Posts

  • Generic Methods Are Coming to Go

    So the generic methods proposal for Go just hit “likely accept” and I’m genuinely excited about this one. If you’ve been writing Go generics since 1.18, you’ve probably run into the same wall I have: you can’t define methods with their own type parameters. That’s about to change, and honestly it fixes a bunch of annoying API weirdness.

  • Blocking AI Crawlers with Go and Anubis

    I’ve been mass-blocking AI crawlers via robots.txt for months now and honestly, it feels like yelling into the void. GPTBot, CCBot, Google-Extended — they don’t all respect robots.txt, and new ones show up constantly. So when I stumbled on Anubis by TecharoHQ, I immediately wanted to try it.

  • Modernize Your Go Codebase in One Command with go fix

    So I’ve been mass-upgrading a handful of Go services at work this week, and I stumbled onto something that made me mass-upgrade all of them: the go fix tool in Go 1.26 now ships with 24 built-in modernizers, and honestly it’s kind of magical.

  • Rendering Markdown in the Terminal with Glamour

    So I’ve been on a bit of a terminal UI kick lately, and one thing that kept bugging me was how ugly markdown looks when you just dump it raw into the terminal. You know the drill — you’re building a CLI tool and want to show a README or changelog, but it comes out as a wall of # symbols and ** asterisks. Not great.

  • Go's init() Function: When to Use It (and When Not To)

    Let’s discuss Go’s init() function—it’s convenient until it causes issues.

  • Error Handling Is Not Boring

    I’ve seen the memes. “If err != nil” repeated fifty times.

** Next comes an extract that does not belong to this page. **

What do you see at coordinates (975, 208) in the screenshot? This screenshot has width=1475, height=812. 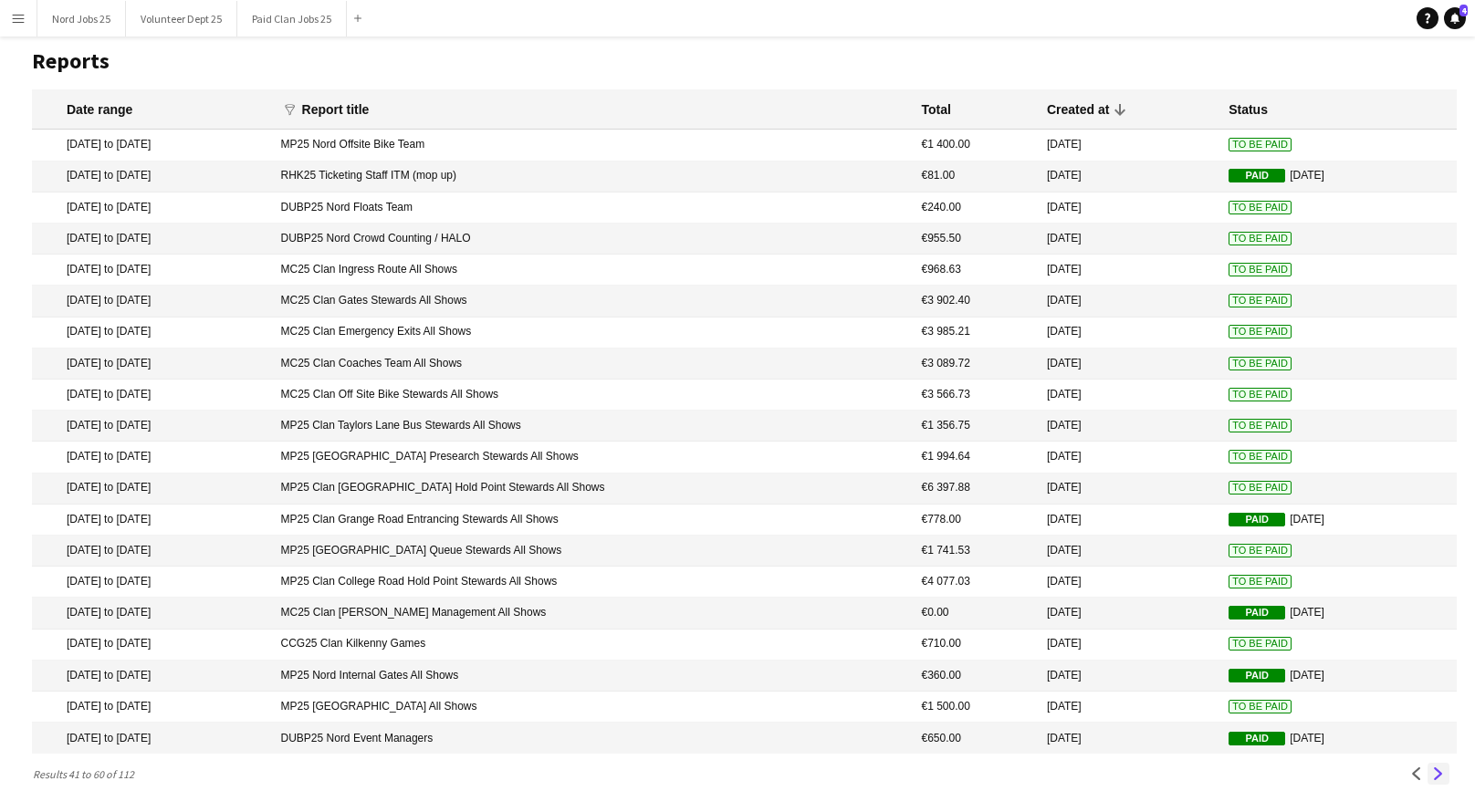 I see `mat-cell: €240.00` at bounding box center [975, 208].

Go’s error handling is “verbose.” It’s “tedious.” It’s “boring.”

  • Your CLI Deserves a --help Flag

    Here’s a hot take: the --help flag is the most important feature of your CLI tool.

  • The Power of Small PRs

    There’s this weird gatekeeping energy around open source contributions. Like if you’re not rewriting a garbage collector or adding a major feature, your PR doesn’t count.

  • The Joy of Small CLIs

    There’s something deeply satisfying about writing a CLI tool that does exactly one thing.

  • Why I Write Go

    I didn’t pick Go because it was trendy. I picked it because I was tired.